Generous bastards, he said, and Li heard herself laughing. Laughing at Transit.
They were clear of the worst devastation here but the wind had still blown through hard enough to tear branches from trees. They built a fire close to the tent and dragged more branches around in a circle to make a windbreak. The routine was familiar but sharing it was new. Rich heated up readies on stones by the fire while she checked on the engine. It was still clicking, but slower now. When she raised the bonnet, smoke and heat gusted up and she stood over it, warming her hands. Rich came over and laid a couple of readies directly on the hot metal. She remembered a Cup Night barbecue in Nerredin. The charred meat smell, kids hyped up and running amok, Frank a bit pissed, getting into an argument about a fifty-metre penalty. Matti saying, My one wish is the Mynas make it to Regionals next year.
Rich flipped the readies to warm the other side. When’re the neighbours getting here, love? he said. I’m starving.
They ate by the fire and then Rich heated one of the canteens in the embers and added koffee and sweetener. Two meals on top of each other. Li was full for the first time in months. They passed the canteen between them and she looked away from the fire at the other source of light – a haze bouncing off the clouds to the south. The lights of New Flinders.
She said, What’s your plan?
Huh?
If you don’t want to get inside. Just drive around with this crew? Go where they tell you?
He said, I want to go to North, Li.
North? Sacrifice-zone North? But she wasn’t surprised, ev
en though she couldn’t have known this. Said it back to him. Have you got a death wish?
And he laughed and leaned in to tend the fire. D’you know where you were born?

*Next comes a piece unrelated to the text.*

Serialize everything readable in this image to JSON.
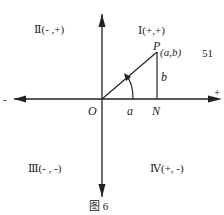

Ah, yep. Place called Granity. Val had told her that. She didn’t remember living there but she’d been through it plenty of times on the circuit. Nothing little town, she said. It’d be gone now.
I dunno where I was born, he said. Who my parents were, my kin. I grew up in a place called Tom Creek. Dunno how I got there either, it’s just the first place I remember. I used to sleep on the riverbank, down between the tree roots, sleep under houses in winter. There was a lot of stray dogs I used to cuddle up with, kept me warm. And I’d hear the noises through the floor – kids eating dinner, parents yelling at them, yelling at each other, kissing them goodnight.
Li couldn’t tell where this was going.
He said, When I was ten or eleven I got caught stealing food, stealing grog. Cop didn’t know what to do with me, so he asked this couple if they’d take me in. Lorraine and Vince. Their kids had grown up and gone away. I was with them five years, till I joined up. They were from North, before the sacrifice zone. Got forced out. The way they talked about it up there, I never heard anyone talk about any place like that. It was like it’d been cut out of them but it kept growing back. You know what I mean?
No, said Li.
Yeah you do. Auntie Rainey and Uncle Vince had to talk about North, they had to tell those stories. They were still grieving it. He swigged at the koffee dregs, passed her the canteen. His skin where their hands brushed was hot. I’m gunna walk that country.
It’s not there anymore, Li said. North’s just poison now.
He said, Don’t you reckon though, we’ve been hearing about the sacrifice zones so long we don’t even question them? North’s some kind of horror story people tell their kids, like it was never a real place, but that’s all happened in our lifetime. People lived there, Li. Maybe they still do. Maybe what we got told isn’t the whole thing.